Norway’s Labour party leader was expected on Tuesday to kick off negotiations to form a coalition government after his party succeeded in ending eight years of conservative rule in a campaign focused on the country’s oil industry and climate change.

Preliminary results showed that Labour, together with their left-leaning allies in the Socialist Left and the eurosceptic Center Party, won 100 seats in the 169-seat Stortinget assembly. This victory will make the whole Nordic region ruled by left-leaning parties.

Outgoing PM Erna Solberg’s Conservative party suffered a heavy defeat, losing 9 seats and securing only 37, with the coalition partner, the Progress Party, also losing MPs.

The Center Party made the largest gains in the election by grabbing nearly 14 per cent of the votes â€" a 3.6 percentage point hike.

Jonas Gahr Stoere, the Labour leader, announced he would start talks with the Center Party leader Trygve Slagsvold Vedum, a farmer-turned-politician, to join his future government in the country, which is not an EU member.

“We will now give Norway a new government and a new course,” Gahr Stoere said on election night before cheering party members who chanted “Stoere” and clapped. He added that he would invite the parties “that want a new change” for talks in the coming days.

Erna Solberg said she would step down after eight years in power as soon as a new government is ready, with a cabinet headed by Stoere potentially taking office in mid-October.

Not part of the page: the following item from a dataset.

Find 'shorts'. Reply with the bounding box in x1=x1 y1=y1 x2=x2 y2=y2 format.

Gahr Stoere must address voters’ concerns over global warming and a widening wealth gap while ensuring any transition away from oil production - and the jobs it creates - is gradual.

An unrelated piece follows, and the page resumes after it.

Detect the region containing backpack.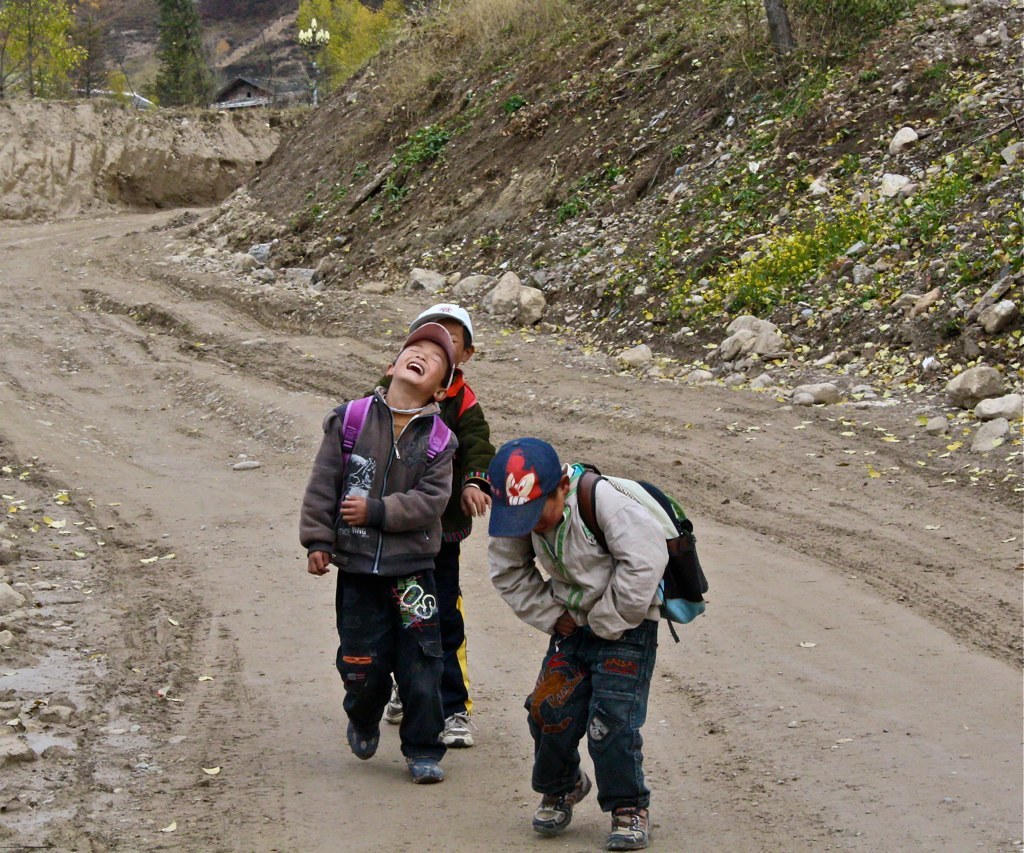
x1=577, y1=481, x2=707, y2=641.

Climate change has dominated the election debate as Gahr Stoere focused on promoting his party’s support for a new climate approach. The new PM’s industrial policies would include boosting green industries such as wind power, “blue hydrogen” that uses natural gas to produce an alternative fuel, and carbon capture and storage.

The campaign has also focused on the North Sea oil and gas, which made Norway one of the wealthiest countries in the world. The recent UN climate change report added further impetus to a debate over the industry’s future, which counts for over 40 per cent of Norway’s exports and directly employs more than 5 per cent of the workforce.

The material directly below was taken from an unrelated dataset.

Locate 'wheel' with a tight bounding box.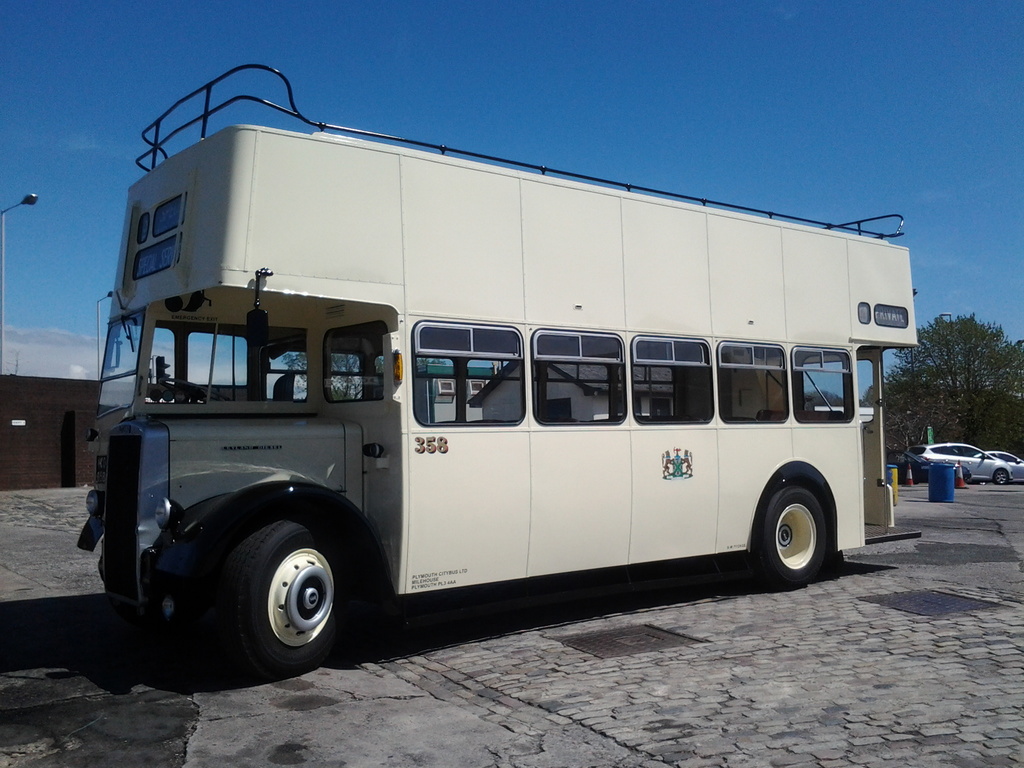
218,517,353,673.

The debate was centred on exploration of the country’s untapped oil and gas reserves in the Barents Sea, above the Arctic Circle, which are seen as a redline by environmentalists who could play the role of kingmaker in the upcoming government.

In particular, Stoere will face a challenge trying to convince his coalition partners to compromise on where to let oil companies explore for hydrocarbon. He must also reach a consensus within the centre-left camp on cutting his country’s emissions in line with the Paris Accord.

“The likely compromise has to do with restricting exploration, and the less explored and matured areas are easier to stop exploration in,” Baard Lahn, a researcher at Oslo-based climate think-tank CICERO, told Reuters.

“Also the industry has indicated they are less interested in those areas at the moment. That’s a possible outcome, but exactly what that will look like, there are many possibilities,” he added.

Climate activists and environmentalist political parties had their support bolstered by ordinary Norwegians, who are considered one of the most climate-conscious consumers in the world. For example, official data in Norway shows that most car buyers are now switching to electronic vehicles.

Any post-election horse trading is likely to be fraught for the Labour Party and Gahr Stoere. The Socialist Left will not offer its support lightly, and the Center Party is also demanding a more aggressive approach toward shifting to renewable energy.

Gahr Stoere is a former civil servant and a businessman who was elected to the Stortinget in 2009. He served as foreign minister between 2005 and 2013 in the previous Labour government under Jens Stoltenberg before taking over the party’s leadership when Stoltenberg became Nato’s secretary general.

Nearly 3.9 million Norwegians were eligible to vote and more than 1.6 million of them voted in advance, according to Norway’s election commission. Turnout was 76.3 per cent, down from more than 78 per cent in this nation of 5.3 million voted.